---- Source material

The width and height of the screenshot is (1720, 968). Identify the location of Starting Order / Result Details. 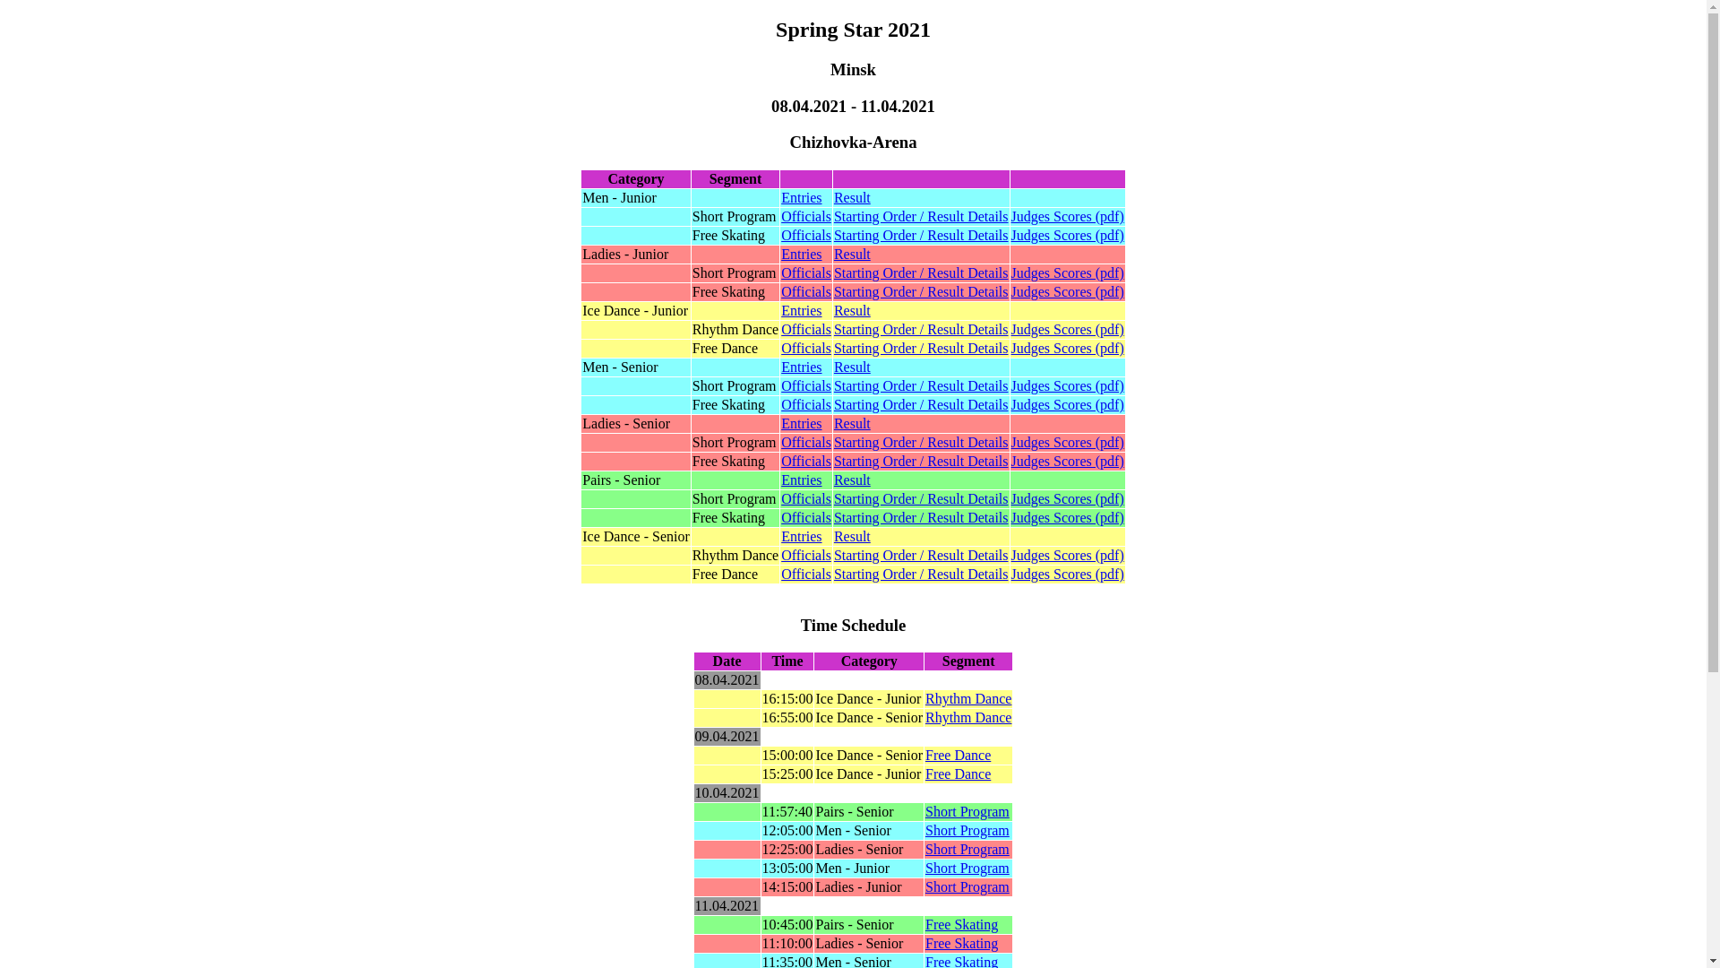
(921, 217).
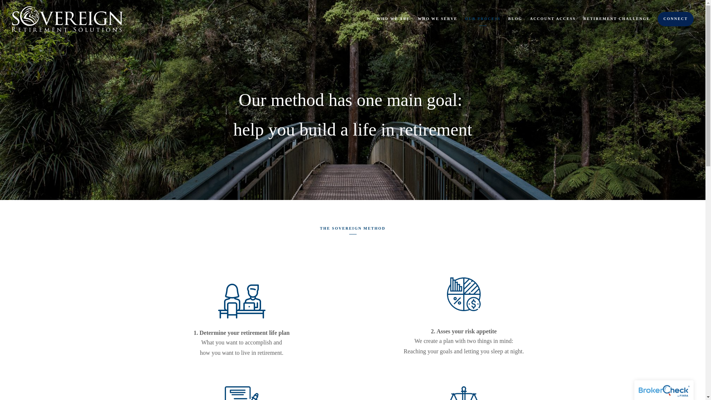  Describe the element at coordinates (483, 19) in the screenshot. I see `OUR PROCESS` at that location.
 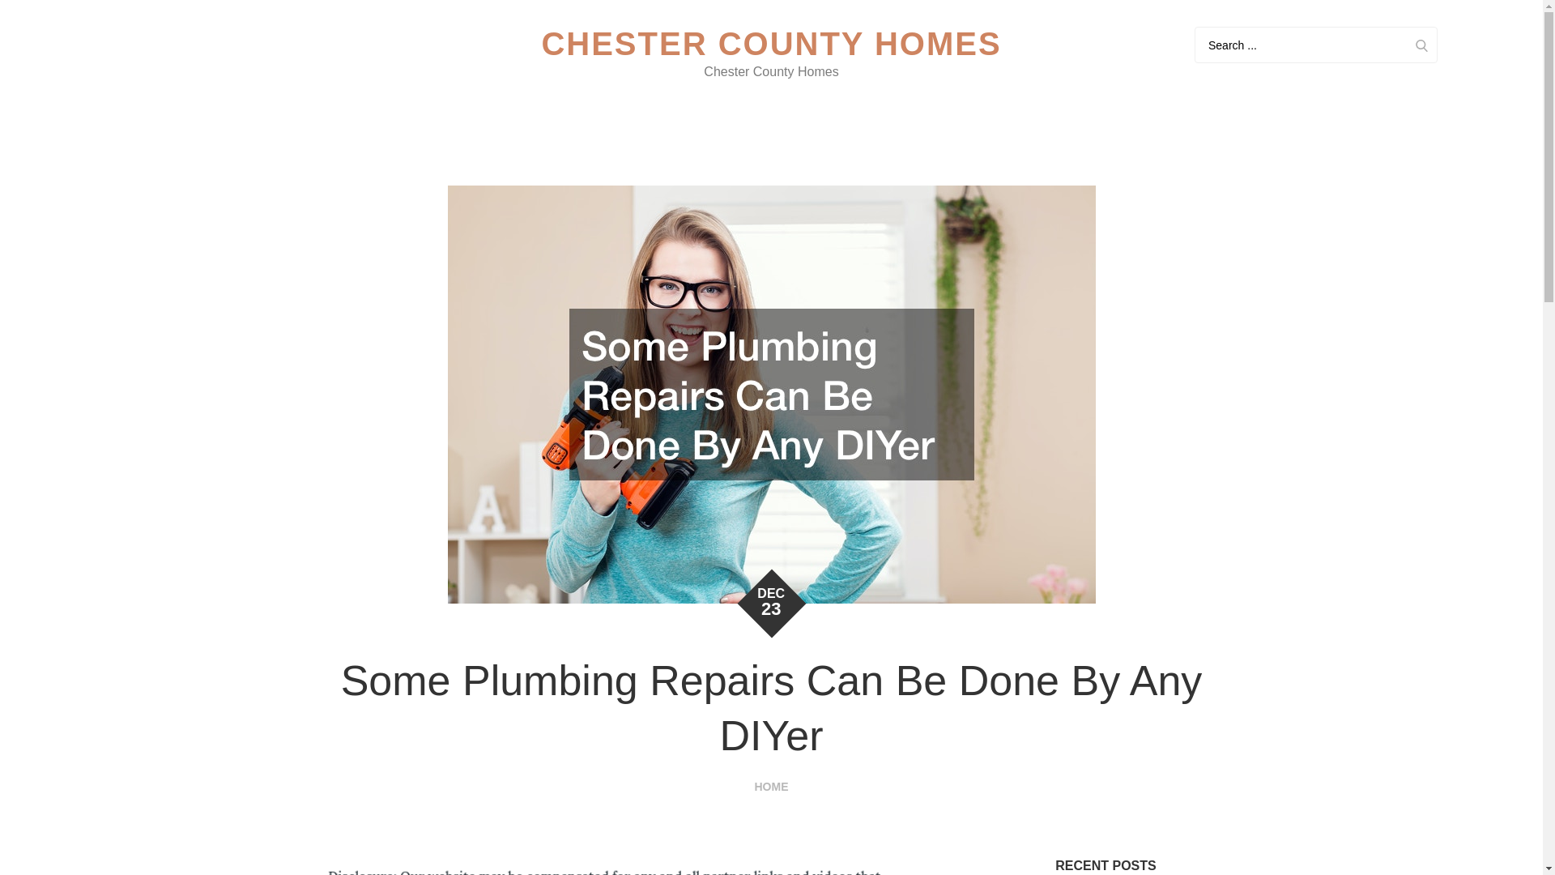 What do you see at coordinates (771, 44) in the screenshot?
I see `CHESTER COUNTY HOMES` at bounding box center [771, 44].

--------

Instructions for the task » Set the pictures aside and reproduce the data above exactly.

Your solution »
The width and height of the screenshot is (1720, 968). Identify the location of Starting Order / Result Details. 
(921, 217).
  Describe the element at coordinates (483, 19) in the screenshot. I see `OUR PROCESS` at that location.
  What do you see at coordinates (771, 44) in the screenshot?
I see `CHESTER COUNTY HOMES` at bounding box center [771, 44].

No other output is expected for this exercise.